Hi! Today I’m going to present you a little gem that I extracted after solving the same problem over and over again in Rails. But it can also be used in any Ruby application.

The gem is called app_configuration. I created this gem because in several Rails applications I had the problem of configuring third party services and I could not set sensitive information in the environment files. If you are doing this you shouldn’t. The major issue with setting sensitive information in the environment files is that (unless you don’t use any kind of VCS) you are versioning it.

For example, if I need to implement Facebook connect, what I would normally do is create a Facebook app with my personal account only for development. Then in my development.rb file I would do something like this:

And then if I have to access the Facebook credentials I would do something like this:

I use environmental variables instead of loading credentials from a file because most of the time I use Heroku for staging or production environments and the fastest way to configurate this kind of thing in Heroku is with environmental variables.

The hazard of this approach is that I have to remember to export the environmental variables each time I run the rails server. I could export all the variables in my .bashrc but I don’t like that because I could have name collisions. For example, if I have an application A that uses Facebook connect and I have application B that also uses Facebook connect I would have to do something like:

The other problem with this approach is that the configuration is not self-contained per project. So what I would end up doing is to create .env file in the root of the project and add this file to the .gitignore. The .env file would have all the corresponding exports. Now if you want to run the rails server you need to source the .env file like this:

source .env && bundle exec rails server

You could add an alias to reduce typing in your .bashrc file

alias rails=”source .env && bundle exec rails”
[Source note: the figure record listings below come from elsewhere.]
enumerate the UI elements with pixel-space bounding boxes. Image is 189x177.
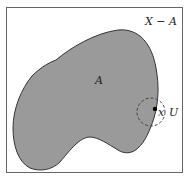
point-label: x bbox=[158, 106, 165, 119]
set-label: A bbox=[94, 74, 103, 87]
point-x bbox=[153, 107, 157, 111]
space-label: X − A bbox=[144, 15, 177, 28]
diagram-canvas: X − A A x U bbox=[0, 0, 189, 177]
neighborhood-label: U bbox=[169, 106, 179, 119]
or you could use the forema gem that automatically reads all the variables defined in this file.

Sometimes we use Heroku for staging and Amazon EC2 for production. Generally when we use Amazon to deploy our application we use Chef to set up the VMs. In this case, I preferred to generate a config file using Chef templates and reading sensitive data from encrypted data bags.
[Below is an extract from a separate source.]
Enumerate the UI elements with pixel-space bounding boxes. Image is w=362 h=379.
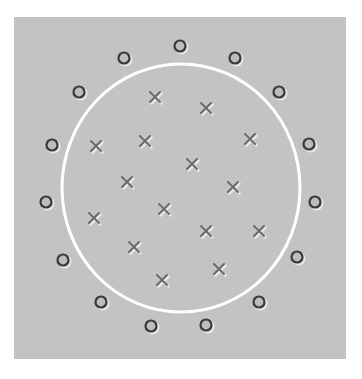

So this is why I ended up creating app_configuration. Before creating the gem I did some research in RubyGems and found at least 15 configuration gems but neither of them does what I really want.

What I wanted is the flexibility to have a local self-contained configuration file and the possibility to export the configuration with environmental variables. All the app_configuration features are deeply explained in the project’s documentation but here I will do a quick review.

The previous Facebook connect example could be refactored using app_configuration like this. Instead of defining your configuration in each of the environment files you will define it in the application.rb:

AppConfiguration.for(:facebook)

Then if you want to read the Facebook API key and secret you can do it like this:

This assumes that there is a .facebook.yml file in the current working directory with the following content:

Environmental variables have more precedence than configuration files. So if FACEBOOK_API_KEY is exported, app_configuration will use that value. Note that the attributed name is prefixed with the name of the configuration (in this case FACEBOOK_). This is done to avoid name collisions. Also, remember to add you configuration files to the .gitignore.

So, that is pretty much it. Hope you like it and that you are willing to give it a try. Pull requests are welcome. You can fork app_configuration on Github.